My friend Sarah’s recent comment on mis-reading my children’s handwriting inspired today’s post. I’m glad she prompted me, because this topic is near and dear to my heart.

Our subject: penmanship.

Exhibit A: Handwriting samples from my great-grandmother (faded letter at back) and grandmother (foreground). My grandparents were on a big East Coast trip in 1929; my great-grandmother moved into their house in Kansas to watch the two children, including my mom, who was 9 months old.

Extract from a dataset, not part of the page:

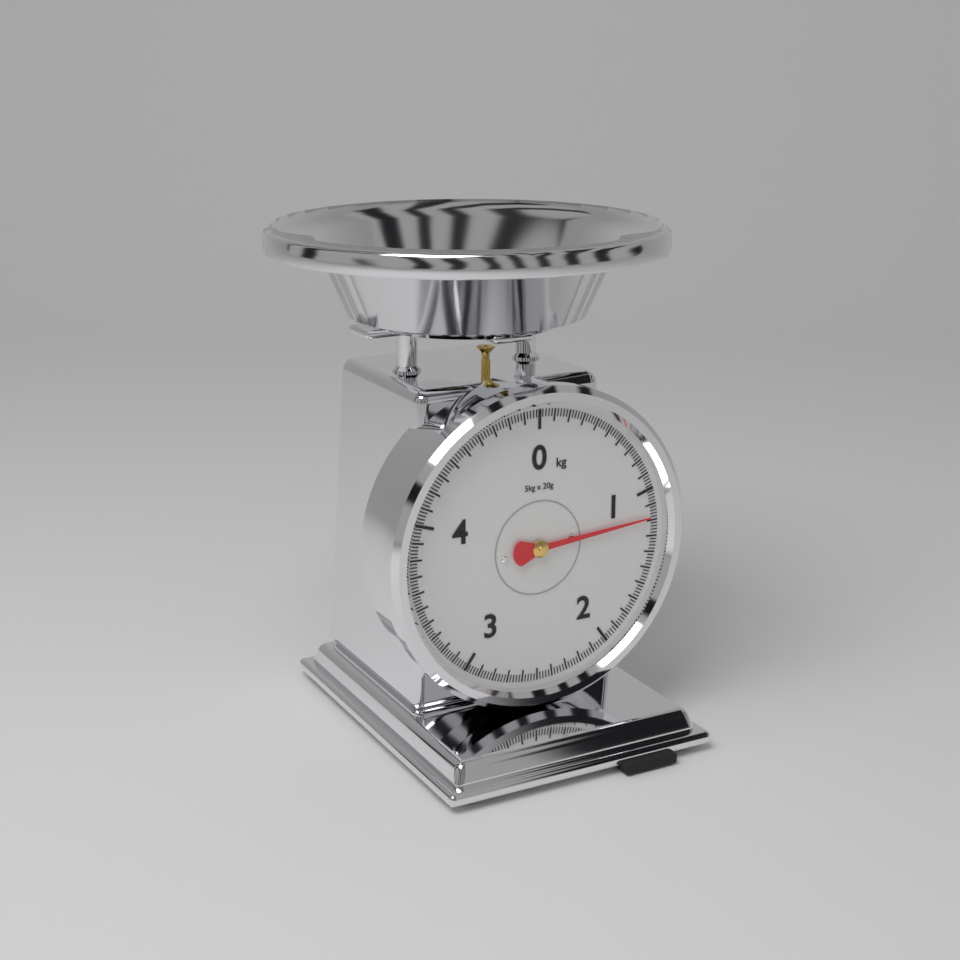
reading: 1.18 kg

Now let’s look at the next two generations down: my mom’s handwriting is at left, and my teenage diary jottings are at right. Although my mom’s penmanship is neat and tidy, it does not reflect the formal style of her forebears. And while my diary contains plenty of photos, mementos, and immature rantings, there is absolutely no trace of the Palmer method. I did learn from this page that I weighed 120 in high school and that some cute boy told me if I got to 130, he would ask me out. Amazing, being encouraged to gain weight!

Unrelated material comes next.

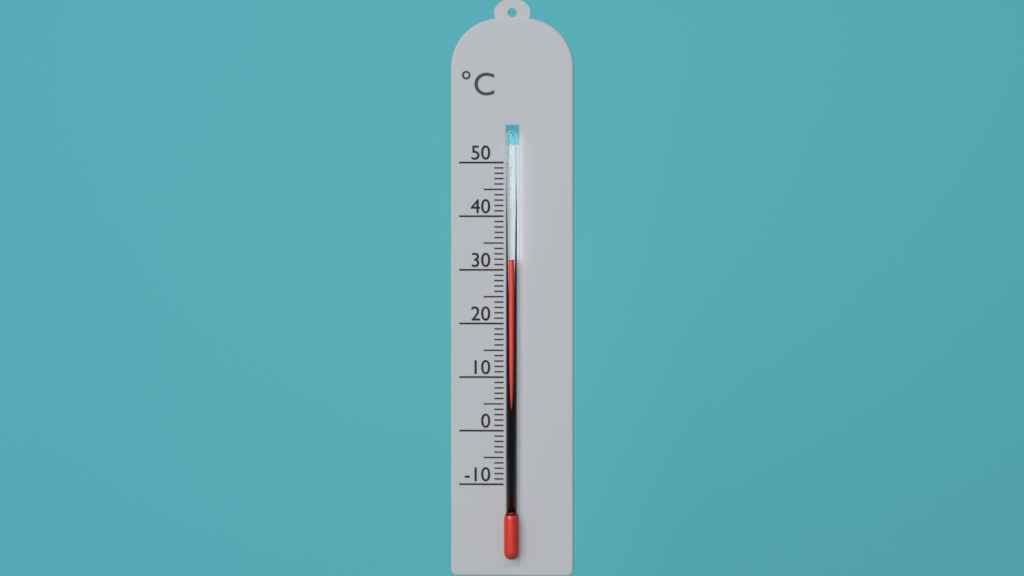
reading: 32 °C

And now, Exhibit C. Since two out of three boys are away at camp, I presume they won’t see this post. The photo below shows the handwriting style of the fifth generation in our story – my sons.

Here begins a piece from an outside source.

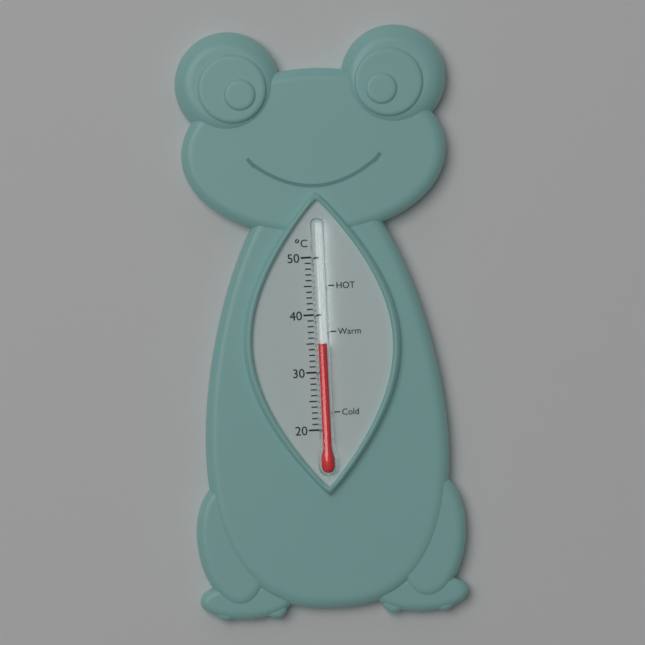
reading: 35 °C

This card is from a few years back, when Ian was in his Goth stage and dotting his I’s with skulls. While his printing is quite neat, it did take him forever to write a school paper, what with all those I’s to dot. Can you imagine a Victorian schoolmarm allowing such individuality in handwriting class?!

The point is, our school district teaches cursive in second grade – the D’Nealian method, it’s called. At first the kids are all thrilled to learn cursive, the rite of passage. It means they’re all grown up! But then the thrill fades, most of them revert to printing, and cursive is almost never in play for them. When I bring this up to teachers, they assure me that almost all of their students use the computer for their papers, and if they do hand-write something, they print. Further, they assure me that most of the printing they see, especially from boys, is very crude and clumsy.

And I worry for all the boys who never learned how to print legibly. You can only text for so long. What happens when they need to hand-write Valentines and love notes? What if their crushes flatly reject them based on their childish scrawls? I sort of regret not sending at least one of my sons to handwriting camp. Yes, it exists, and at first I scoffed at it, but now – too late – I see the point.

The person behind the words is revealed in his or her handwriting. Reading through the letters and journals of my grandmothers and great-grandmothers brings them to life for me in a way that an email or blog will not accomplish for future generations.

Cursive is clearly dying. We no longer have the time to master the art of penmanship, and we have plenty of other means of communication. And yet, when I look at the gorgeous copperplate handwriting of our American forebears, from John Hancock to my grandma, I can’t help but feel that the loss of cursive is a loss to our culture.